The federal government owns more than 80 percent of the state, the highest rate in the country and approximately 88 percent of Clark County with the BLM managing more than half of that.

Multiple commercial brokers, stakeholders and analysts who spoke to the Las Vegas Review-Journal expressed two grievances with the valley’s land shortage: restrictive zoning issues and permit delays from Clark County and the BLM’s reluctance to let land go or auction it off in a timely manner. Ford said it’s simply a case of bureaucracy and over management of what is now a prime resource driving up prices, delaying projects and hampering development across the valley.

“When you have 2.9 million acres of land in Clark County, some of it environmentally sensitive land, which is really important, managing rural lands, why would (the BLM) spend 90 percent of the time on the 67,000 acres that are urban lands that are better managed by local units of government? That’s the million-dollar question.”
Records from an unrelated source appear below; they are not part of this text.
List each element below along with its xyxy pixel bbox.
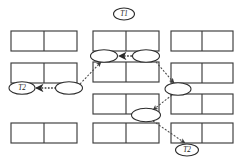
- node-left-col[interactable]: [56, 82, 83, 95]
- transaction-label-text: T2: [18, 84, 26, 92]
- transaction-label-t2-left[interactable]: T2: [9, 82, 35, 95]
- diagram-svg: T1T2T2: [0, 0, 240, 165]
- table-right-column-1: [171, 31, 233, 51]
- table-middle-column-2: [93, 62, 159, 82]
- table-right-column-2: [171, 63, 233, 83]
- table-middle-column-4: [93, 123, 159, 143]
- transaction-label-text: T2: [183, 146, 191, 154]
- diagram-canvas: T1T2T2: [0, 0, 240, 165]
- transaction-label-text: T1: [120, 10, 128, 18]
- tables-layer: [11, 31, 233, 143]
- table-right-column-3: [171, 94, 233, 114]
- node-right-col[interactable]: [165, 83, 191, 96]
- node-mid-lower[interactable]: [132, 108, 161, 122]
- node-mid-upper-right[interactable]: [133, 50, 160, 63]
- transaction-label-t1-top[interactable]: T1: [114, 8, 135, 20]
- table-left-column-2: [11, 63, 77, 83]
- node-mid-upper-left[interactable]: [91, 50, 118, 63]
- table-left-column-1: [11, 31, 77, 51]
- transaction-label-t2-bottom-right[interactable]: T2: [176, 144, 199, 156]
- table-left-column-3: [11, 123, 77, 143]
- table-middle-column-1: [93, 31, 159, 51]
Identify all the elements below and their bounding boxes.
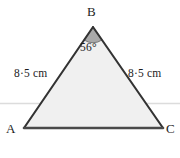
vertex-label-a: A (6, 122, 16, 135)
angle-measure-label-b: 56° (80, 42, 97, 54)
vertex-label-b: B (87, 5, 96, 18)
side-length-label-ab: 8·5 cm (14, 68, 47, 80)
vertex-label-c: C (166, 122, 175, 135)
side-length-label-bc: 8·5 cm (128, 68, 161, 80)
geometry-figure: B A C 8·5 cm 8·5 cm 56° (0, 0, 180, 158)
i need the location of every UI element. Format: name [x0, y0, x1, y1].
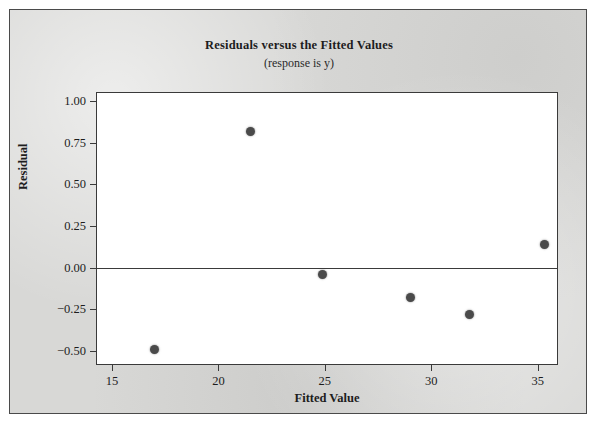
y-tick	[90, 268, 97, 269]
y-tick	[90, 226, 97, 227]
y-tick	[90, 184, 97, 185]
data-point	[540, 240, 549, 249]
x-tick-label: 25	[319, 374, 332, 389]
x-tick-label: 20	[212, 374, 225, 389]
data-point	[246, 127, 255, 136]
figure-panel: Residuals versus the Fitted Values (resp…	[9, 9, 587, 414]
y-tick-label: 0.75	[64, 135, 86, 150]
y-tick-label: 0.00	[64, 260, 86, 275]
y-tick-label: −0.25	[57, 302, 86, 317]
plot-inner: 1520253035 1.000.750.500.250.00−0.25−0.5…	[97, 93, 557, 364]
x-tick-label: 30	[425, 374, 438, 389]
y-tick	[90, 309, 97, 310]
y-axis-label: Residual	[16, 143, 31, 190]
x-tick	[218, 364, 219, 371]
zero-reference-line	[97, 268, 557, 269]
x-tick	[325, 364, 326, 371]
y-tick	[90, 351, 97, 352]
chart-subtitle: (response is y)	[10, 56, 588, 71]
y-tick-label: 0.25	[64, 219, 86, 234]
x-tick-label: 15	[106, 374, 119, 389]
y-tick-label: 0.50	[64, 177, 86, 192]
y-tick	[90, 101, 97, 102]
data-point	[150, 345, 159, 354]
data-point	[465, 310, 474, 319]
y-tick	[90, 143, 97, 144]
y-tick-label: −0.50	[57, 343, 86, 358]
x-axis-label: Fitted Value	[96, 391, 558, 406]
data-point	[318, 270, 327, 279]
x-tick	[112, 364, 113, 371]
chart-title: Residuals versus the Fitted Values	[10, 38, 588, 53]
x-tick	[431, 364, 432, 371]
y-tick-label: 1.00	[64, 94, 86, 109]
x-tick-label: 35	[532, 374, 545, 389]
plot-area: 1520253035 1.000.750.500.250.00−0.25−0.5…	[96, 92, 558, 365]
residual-plot-figure: Residuals versus the Fitted Values (resp…	[0, 0, 598, 425]
data-point	[406, 293, 415, 302]
x-tick	[538, 364, 539, 371]
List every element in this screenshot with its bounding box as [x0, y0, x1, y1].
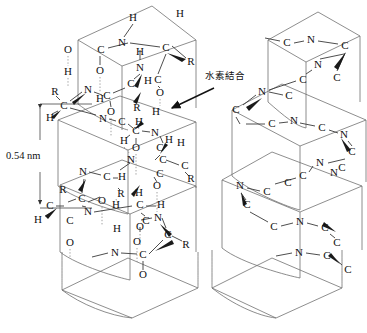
atom-label-c: C: [270, 220, 277, 232]
atom-label-c: C: [139, 248, 146, 260]
atom-label-r: R: [59, 183, 67, 195]
atom-label-h: H: [144, 74, 152, 86]
atom-label-c: C: [156, 167, 163, 179]
atom-label-c: C: [232, 103, 239, 115]
atom-label-r: R: [51, 85, 59, 97]
atom-label-c: C: [318, 121, 325, 133]
atom-label-r: R: [133, 101, 141, 113]
atom-label-o: O: [132, 141, 140, 153]
atom-label-c: C: [164, 228, 171, 240]
ribbon-r4: [212, 258, 342, 318]
atom-label-h: H: [165, 133, 173, 145]
atom-label-h: H: [96, 92, 104, 104]
atom-label-n: N: [84, 83, 92, 95]
atom-label-c: C: [323, 249, 330, 261]
atom-label-c: C: [181, 159, 188, 171]
atom-label-h: H: [157, 198, 165, 210]
atom-label-c: C: [263, 185, 270, 197]
atom-label-o: O: [153, 179, 161, 191]
atom-label-c: C: [283, 36, 290, 48]
atom-label-n: N: [118, 36, 126, 48]
atom-label-h: H: [177, 136, 185, 148]
atom-label-n: N: [236, 179, 244, 191]
atom-label-h: H: [118, 170, 126, 182]
atom-label-c: C: [243, 198, 250, 210]
atom-label-n: N: [111, 246, 119, 258]
hydrogen-bond-label: 水素結合: [205, 70, 245, 81]
atom-label-r: R: [182, 238, 190, 250]
atom-label-c: C: [118, 115, 125, 127]
atom-label-n: N: [136, 61, 144, 73]
atom-label-h: H: [64, 65, 72, 77]
atom-label-o: O: [64, 43, 72, 55]
atom-label-c: C: [103, 170, 110, 182]
atom-label-c: C: [284, 176, 291, 188]
atom-label-o: O: [66, 236, 74, 248]
callout-arrow: [172, 88, 214, 108]
atom-label-n: N: [79, 165, 87, 177]
atom-label-c: C: [156, 141, 163, 153]
right-panel-simplified: CNCNCCNCCCNCNCNCCNNCCCCNCCNCC: [212, 12, 366, 318]
atom-label-n: N: [307, 33, 315, 45]
atom-label-c: C: [159, 153, 166, 165]
atom-label-r: R: [187, 172, 195, 184]
atom-label-h: H: [46, 111, 54, 123]
atom-label-h: H: [112, 198, 120, 210]
pitch-label: 0.54 nm: [6, 150, 40, 161]
atom-label-c: C: [321, 221, 328, 233]
atom-label-r: R: [187, 55, 195, 67]
atom-label-c: C: [299, 169, 306, 181]
atom-label-c: C: [162, 41, 169, 53]
atom-label-n: N: [314, 58, 322, 70]
atom-label-c: C: [60, 99, 67, 111]
atom-label-o: O: [98, 194, 106, 206]
atom-label-c: C: [132, 124, 139, 136]
atom-label-n: N: [316, 156, 324, 168]
atom-label-o: O: [139, 268, 147, 280]
atom-label-h: H: [129, 11, 137, 23]
atom-label-n: N: [151, 126, 159, 138]
atom-label-o: O: [107, 105, 115, 117]
atom-label-n: N: [330, 166, 338, 178]
atom-label-c: C: [333, 71, 340, 83]
atom-label-h: H: [120, 134, 128, 146]
atom-label-n: N: [154, 211, 162, 223]
alpha-helix-diagram: HHNHCOCRONHCHCORNCHCHORHNCHCNHHOCHNCCRNC…: [0, 0, 367, 333]
atom-label-n: N: [296, 215, 304, 227]
left-panel-detailed: HHNHCOCRONHCHCORNCHCHORHNCHCNHHOCHNCCRNC…: [34, 6, 198, 318]
atom-label-c: C: [285, 89, 292, 101]
atom-label-h: H: [136, 45, 144, 57]
atom-label-h: H: [152, 105, 160, 117]
atom-label-c: C: [344, 263, 351, 275]
atom-label-c: C: [333, 236, 340, 248]
atom-label-n: N: [258, 85, 266, 97]
atom-label-c: C: [127, 77, 134, 89]
atom-label-n: N: [127, 153, 135, 165]
atom-label-c: C: [46, 199, 53, 211]
atom-label-c: C: [103, 89, 110, 101]
atom-label-c: C: [154, 73, 161, 85]
atom-label-o: O: [96, 64, 104, 76]
atom-label-c: C: [268, 117, 275, 129]
atom-label-h: H: [135, 186, 143, 198]
atom-label-h: H: [176, 7, 184, 19]
atom-label-n: N: [295, 246, 303, 258]
atom-label-o: O: [156, 86, 164, 98]
atom-label-n: N: [99, 112, 107, 124]
atom-label-c: C: [97, 43, 104, 55]
atom-label-c: C: [136, 198, 143, 210]
atom-label-c: C: [338, 161, 345, 173]
figure-canvas: HHNHCOCRONHCHCORNCHCHORHNCHCNHHOCHNCCRNC…: [0, 0, 367, 333]
atom-label-c: C: [299, 73, 306, 85]
atom-label-h: H: [34, 213, 42, 225]
atom-label-n: N: [290, 114, 298, 126]
atom-label-o: O: [136, 220, 144, 232]
atom-label-c: C: [341, 39, 348, 51]
atom-label-n: N: [84, 205, 92, 217]
atom-label-h: H: [113, 222, 121, 234]
atom-label-n: N: [340, 128, 348, 140]
atom-label-c: C: [78, 192, 85, 204]
atom-label-c: C: [66, 214, 73, 226]
atom-label-o: O: [133, 235, 141, 247]
atom-label-c: C: [348, 145, 355, 157]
A case of government bureaucracy?

John Restrepo, a principal with Las Vegas-based RCG Economics, an economic consultancy company, said a lot of the complaints he’s heard over the years pertain to the BLM’s appraisal process for the land to be put up for auction.
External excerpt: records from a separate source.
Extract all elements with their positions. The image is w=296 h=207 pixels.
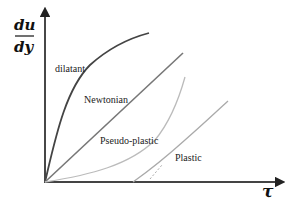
plastic-dashed-segment (150, 165, 162, 179)
dilatant-curve (45, 33, 149, 182)
x-axis-label: τ (262, 181, 274, 201)
plastic-label: Plastic (175, 152, 202, 163)
pseudo-plastic-label: Pseudo-plastic (100, 135, 159, 146)
pseudo-plastic-curve (45, 77, 185, 182)
y-axis-label-numerator: du (14, 16, 35, 34)
y-axis-label-denominator: dy (14, 38, 34, 56)
rheology-diagram: du dy τ dilatant Newtonian Pseudo-plasti… (0, 0, 296, 207)
dilatant-label: dilatant (55, 63, 85, 74)
newtonian-label: Newtonian (84, 94, 128, 105)
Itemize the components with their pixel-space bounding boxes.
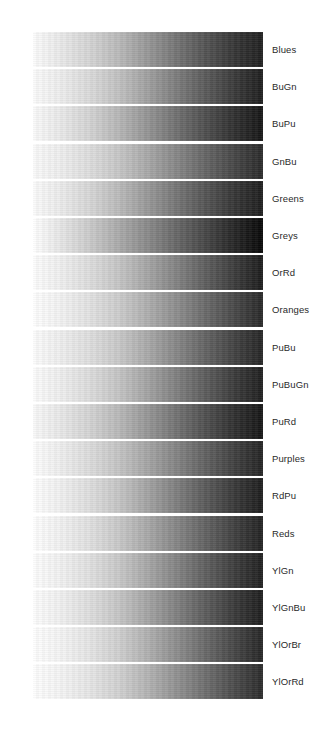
colormap-bar-purples	[33, 441, 263, 476]
colormap-row: Blues	[0, 32, 327, 67]
colormap-bar-greens	[33, 181, 263, 216]
colormap-bar-rdpu	[33, 478, 263, 513]
colormap-list: BluesBuGnBuPuGnBuGreensGreysOrRdOrangesP…	[0, 0, 327, 739]
colormap-label: Greys	[272, 218, 298, 253]
colormap-label: RdPu	[272, 478, 296, 513]
colormap-label: BuPu	[272, 106, 296, 141]
colormap-bar-blues	[33, 32, 263, 67]
colormap-label: GnBu	[272, 144, 297, 179]
colormap-label: Oranges	[272, 292, 309, 327]
colormap-label: YlGnBu	[272, 590, 305, 625]
colormap-row: BuGn	[0, 69, 327, 104]
colormap-row: Greens	[0, 181, 327, 216]
colormap-row: YlOrBr	[0, 627, 327, 662]
colormap-bar-oranges	[33, 292, 263, 327]
colormap-label: PuBuGn	[272, 367, 309, 402]
colormap-label: YlGn	[272, 553, 294, 588]
colormap-bar-orrd	[33, 255, 263, 290]
colormap-label: Purples	[272, 441, 305, 476]
colormap-row: GnBu	[0, 144, 327, 179]
colormap-bar-ylorrd	[33, 664, 263, 699]
colormap-row: YlGnBu	[0, 590, 327, 625]
colormap-row: PuBuGn	[0, 367, 327, 402]
colormap-row: Reds	[0, 516, 327, 551]
colormap-bar-ylgn	[33, 553, 263, 588]
colormap-label: Blues	[272, 32, 296, 67]
colormap-label: PuBu	[272, 330, 296, 365]
colormap-bar-purd	[33, 404, 263, 439]
colormap-bar-pubugn	[33, 367, 263, 402]
colormap-bar-bupu	[33, 106, 263, 141]
colormap-label: Reds	[272, 516, 295, 551]
colormap-label: Greens	[272, 181, 304, 216]
colormap-row: RdPu	[0, 478, 327, 513]
colormap-bar-gnbu	[33, 144, 263, 179]
colormap-row: Oranges	[0, 292, 327, 327]
colormap-row: PuBu	[0, 330, 327, 365]
colormap-bar-pubu	[33, 330, 263, 365]
colormap-bar-ylorbr	[33, 627, 263, 662]
colormap-figure: BluesBuGnBuPuGnBuGreensGreysOrRdOrangesP…	[0, 0, 327, 739]
colormap-row: YlGn	[0, 553, 327, 588]
colormap-bar-reds	[33, 516, 263, 551]
colormap-label: BuGn	[272, 69, 297, 104]
colormap-label: PuRd	[272, 404, 296, 439]
colormap-row: YlOrRd	[0, 664, 327, 699]
colormap-bar-ylgnbu	[33, 590, 263, 625]
colormap-row: PuRd	[0, 404, 327, 439]
colormap-row: BuPu	[0, 106, 327, 141]
colormap-bar-bugn	[33, 69, 263, 104]
colormap-row: Greys	[0, 218, 327, 253]
colormap-label: YlOrBr	[272, 627, 301, 662]
colormap-label: YlOrRd	[272, 664, 304, 699]
colormap-row: OrRd	[0, 255, 327, 290]
colormap-bar-greys	[33, 218, 263, 253]
colormap-label: OrRd	[272, 255, 295, 290]
colormap-row: Purples	[0, 441, 327, 476]
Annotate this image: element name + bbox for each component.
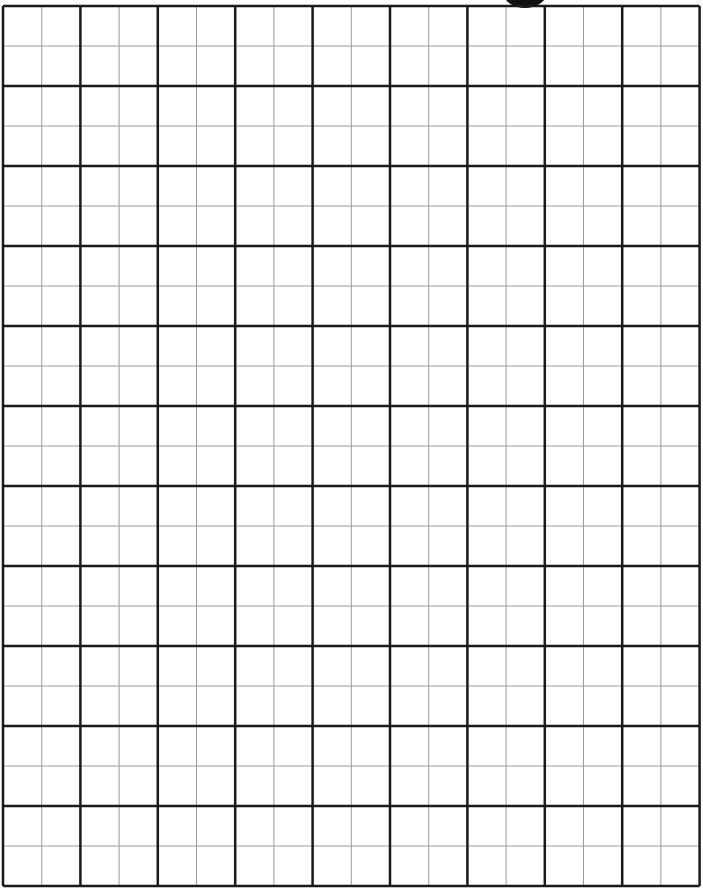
grid-lines — [0, 0, 703, 889]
“The process by which they put a value on the land is too high, and I think the BLM was certainly politically concerned with the idea that they don’t want to look like they’re giving land away that’s owned by the taxpayers, and so they made these very restrictive appraisal guidelines and slowed some of the processes down.”
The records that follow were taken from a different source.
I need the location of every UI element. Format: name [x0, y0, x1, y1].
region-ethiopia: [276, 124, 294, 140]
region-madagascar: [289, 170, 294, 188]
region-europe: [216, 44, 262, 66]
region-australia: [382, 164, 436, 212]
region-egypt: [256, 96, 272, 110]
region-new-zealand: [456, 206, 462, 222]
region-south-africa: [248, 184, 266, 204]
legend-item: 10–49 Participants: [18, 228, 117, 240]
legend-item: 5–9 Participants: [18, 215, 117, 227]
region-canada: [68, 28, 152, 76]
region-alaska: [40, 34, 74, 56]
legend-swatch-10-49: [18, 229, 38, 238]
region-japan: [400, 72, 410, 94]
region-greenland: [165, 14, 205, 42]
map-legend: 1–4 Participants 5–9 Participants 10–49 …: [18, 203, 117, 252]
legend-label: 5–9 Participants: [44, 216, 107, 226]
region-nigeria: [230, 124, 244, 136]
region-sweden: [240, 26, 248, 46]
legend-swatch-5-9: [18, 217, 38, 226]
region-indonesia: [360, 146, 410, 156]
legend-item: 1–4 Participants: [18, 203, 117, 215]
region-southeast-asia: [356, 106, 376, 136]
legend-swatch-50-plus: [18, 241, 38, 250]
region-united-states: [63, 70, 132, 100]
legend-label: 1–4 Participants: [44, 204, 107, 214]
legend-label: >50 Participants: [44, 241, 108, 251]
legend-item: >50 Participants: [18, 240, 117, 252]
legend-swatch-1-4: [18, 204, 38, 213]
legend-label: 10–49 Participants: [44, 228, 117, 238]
A master-planned community with more than 3,000 homes is slated for 505 acres of former federal land in the northwest Las Vegas Valley, part of an auction that took place last November.

Theresa Coleman, the BLM Southern Nevada District manager said in an email response to the Review-Journal that they work closely with local governments concerning the land to be made available for disposal.

Parcels to be made available for sale are determined through a joint selection process, she said. For a parcel of land within the Southern Nevada Public Land Management Act disposal boundary to be sold, the interested party must first identify the parcel to the local government where the land is located. If the local jurisdiction agrees that the parcel should be sold, it will submit a nomination to sell the land by the BLM. BLM then completes the necessary processes to ensure the parcel may be offered for sale.

BLM has disposed of 44,000 acres in the Las Vegas Valley since 1998, and 27,000 remains available within the boundary. Coleman added land sales are usually held twice a year but that the “frequency varies based on demand for land to be nominated.”

The city of Henderson recently asked the federal government to auction off 58 acres over eight parcels within its jurisdiction, and the land is located south of Saint Rose Parkway at East Bruner Avenue and west of Raiders Way.

Steve Neiger, a commercial real estate broker and principal at CAST who is also on the board of directors for the Southern Nevada chapter of NAIOP, a commercial real estate development association, said the private sector already has itself sorted out. He said the commercial side works regularly with the Southern Nevada Homebuilders Association and that if more land were available, what was needed would get built, either commercial or residential.

Residential stakeholders who also spoke to the Review-Journal echoed these thoughts and Neiger said it’s time for the government to get out of the way and let the private sector do its job.

“From the commercial side, our organization, our members, they build what they think the market needs, they’re not going to build something they can’t lease up, right? So it’s whatever the demand is.”